By Juanra Alvarez Perez. Teresa González García, better known as Tere “the daughter of Nati and the one with the openwork”, was born on Tuesday, November 4, 1947 in a humble house in San Juan de la Rambla. She is the only child of a carpenter father and a housewife mother. She became interested in the world of fretwork when she was barely 10 years old. A normal day when she was leaving school, she was struck by some older ladies who were working with their frames outside an old house and Tere was shocked by the fretwork work of those artisans and challenged herself by asserting: this I take out!
Her life story already highlights her preadolescence stage, when after going through public school and the San Alberto Magno Academy, she began to learn the art of fretwork in a very personal and intuitive way through direct observation without further ado. orientation than his own vocational and self-taught attitude.
At the age of 16, she was able to access private training through the Women’s Section in La Laguna, where she obtained the title of Elementary Instructor of Physical Education and began other studies in Political Science that she did not finish.
At the age of 22, he ventured into a marriage project that lasted 17 years, from which eight children were born, four boys and four girls. Meanwhile, the backstage and fretwork accompanied him in every experience that life offered him.
With so many children to support and the distance from her ex-husband, day-to-day life was not easy for her. According to Tere’s statements, thanks to the help of her mother, who comes from a humble family and a native of La Guancha, she was able to get them ahead and give her studies. During this time, Tere got up at five in the morning to go to work in hotels in the South as a maid to support the family economy until her mother got sick.
Many nights he went without dinner so that the next day his children would not lack for anything. As she says: “I didn’t put fancy clothes on my children, but they never lacked food. They went to school clean and well fed.” She is a familiar, close and kind woman who is appreciated by all who know her. In his adult years he specialized in coarse openwork and canary marked “of all life” by the Cabildo de Tenerife, where he toured the main craft fairs on the island with resounding success, mainly due to the quality of his work and those characteristics. that come from the factory such as creativity, innovation, passion and the art that prints on its products.
Among its pieces we can find: Canarian magician suits, bedspreads, baptism suits, crib sets, blouses, aprons, wall clocks, Christmas decorations, curtains, tablecloths, earrings, napkins, cell phone covers, suits for failures from Valencia, typical handkerchiefs from Catalonia and bookmarks.
In the 60 years that Tere has been going through, she acknowledges having done work and commissions for many people, including renowned politicians, technicians from various administrations.
universal boulevard
I perceive one of her main values in her human part, in the social skills she treasures and in the popular community leadership that makes her a woman admired by anyone regardless of the social and cultural condition that labels them.
Tere González García is a universal rambler, a timeless and adventurous woman, who today offers some outstanding workshops at the town’s Club de las Mayores, who paints and receives painting classes in the same space, who travels when the opportunity, who welcomes friends and acquaintances into his home in an extraordinary way together with his daughter Pili and who has an exemplary enthusiasm for life.
Of course, its openwork is a symbol of immense quality and prestige for San Juan de la Rambla, for Tenerife in particular and for the Canary Islands in general.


### Task directions:
Please repeat the data below exactly, with the pictures removed.

↓↓↓

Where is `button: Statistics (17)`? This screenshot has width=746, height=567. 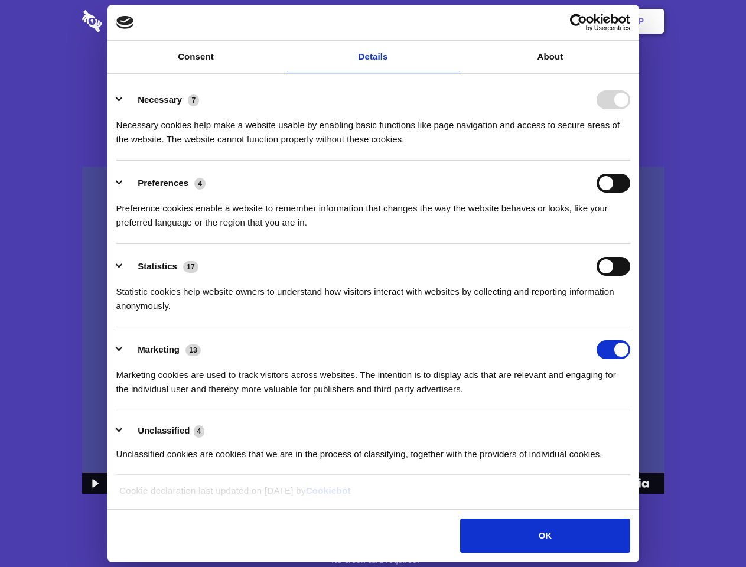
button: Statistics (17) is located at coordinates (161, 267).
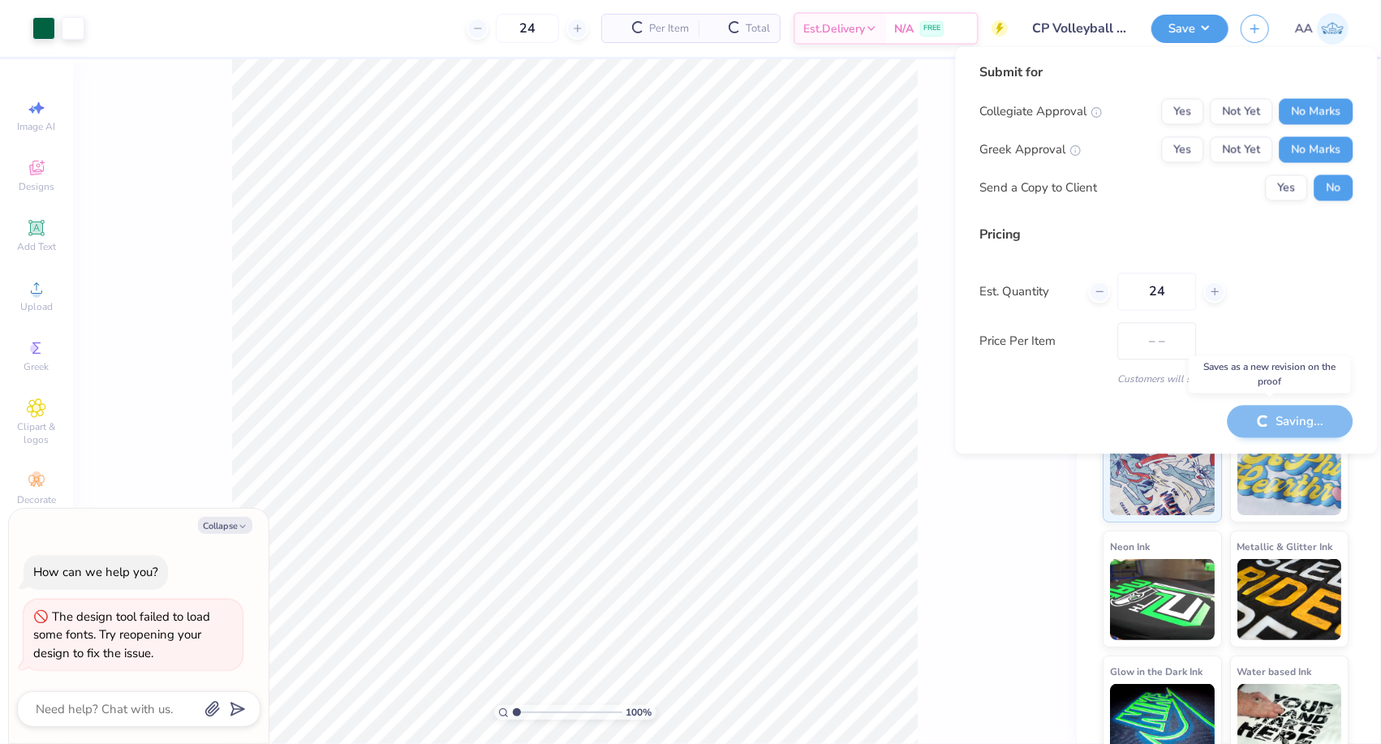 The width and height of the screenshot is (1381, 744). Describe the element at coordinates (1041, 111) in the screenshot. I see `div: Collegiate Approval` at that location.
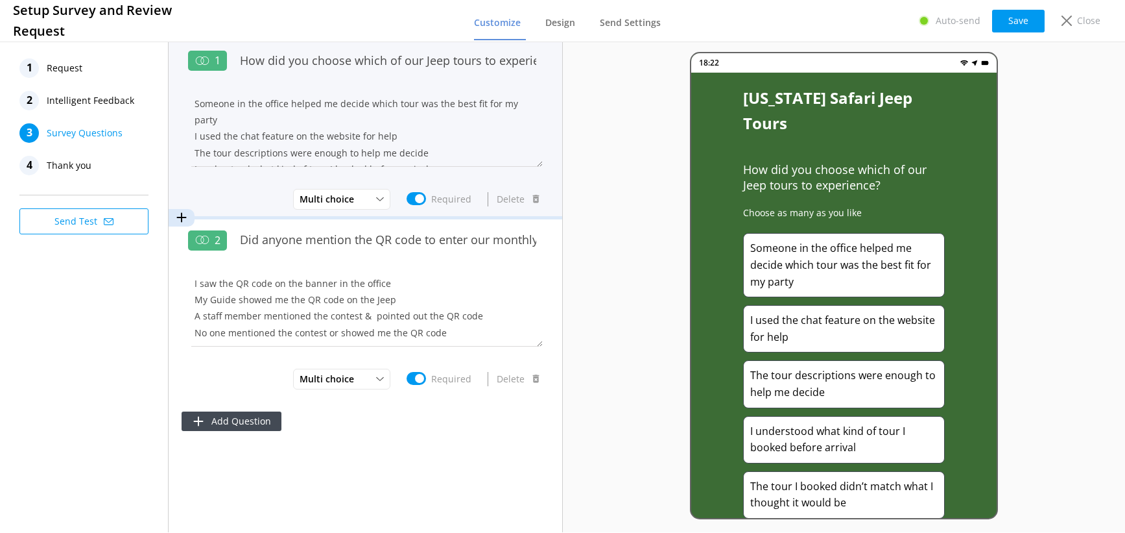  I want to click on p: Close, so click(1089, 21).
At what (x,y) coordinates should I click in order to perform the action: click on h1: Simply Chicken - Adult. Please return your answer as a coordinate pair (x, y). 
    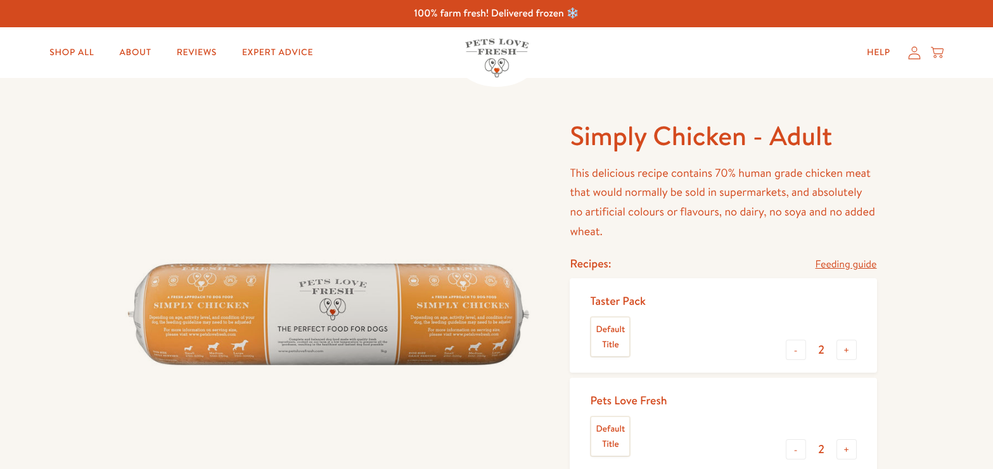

↑↑↑

### Exercise output:
Where is `button: Statistics (17)`? This screenshot has width=746, height=567. 
button: Statistics (17) is located at coordinates (161, 267).
 The width and height of the screenshot is (1381, 744). Describe the element at coordinates (1041, 111) in the screenshot. I see `div: Collegiate Approval` at that location.
  I want to click on p: Close, so click(1089, 21).
At what (x,y) coordinates should I click in order to perform the action: click on h1: Simply Chicken - Adult. Please return your answer as a coordinate pair (x, y). 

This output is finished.